Cadbury’s sales increased by 9% in the weeks following the launch. More significantly, the brand’s emotional metrics — consumer warmth, brand love, purchase intent — all moved sharply upward. The salmonella damage was repaired not by a rational reassurance campaign but by a gorilla playing drums.
The Industry Response
British advertising had spent years in the grip of what critics called “purpose fatigue” — the tendency of brands to justify their existence through social messaging rather than pure entertainment. The Gorilla was a reaction to that tendency. It was joyful without being saccharine. It was absurd without being stupid. It trusted the audience to feel something without explaining why they should feel it. In that sense it belongs in the same conversation as Volvo’s “The Epic Split” — another spot that earns its emotional payoff through a single sustained idea rather than a list of product features.

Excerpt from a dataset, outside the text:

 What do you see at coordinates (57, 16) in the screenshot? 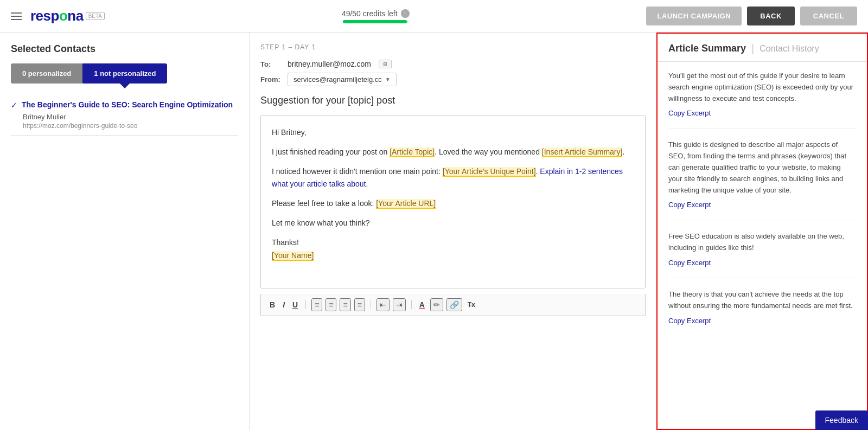
I see `logo-text: respona` at bounding box center [57, 16].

Ad industry publication Campaign named it the best British commercial of the decade. Fallon London won numerous awards, and Juan Cabral’s reputation as one of the most distinctive creative voices in British advertising was firmly established. He went on to direct the equally celebrated Sony “Balls” spot, but the Gorilla remains the pinnacle.
The Sequels
Cadbury followed the Gorilla with additional ads featuring eyebrow-dancing children and a truck race — spots that recycled the spirit of the original (joy, music, pure feeling) without quite capturing its singular strangeness. The sequels were successful, but they demonstrated a truth about advertising: lightning rarely strikes twice in the same form.
Client: Cadbury Dairy Milk / Cadbury Schweppes Agency: Fallon London Creative Director: Juan Cabral Performer: Garon Michael Year: 2007
For more on the campaign’s background and legacy, see the Wikipedia entry on the Cadbury Gorilla advertisement.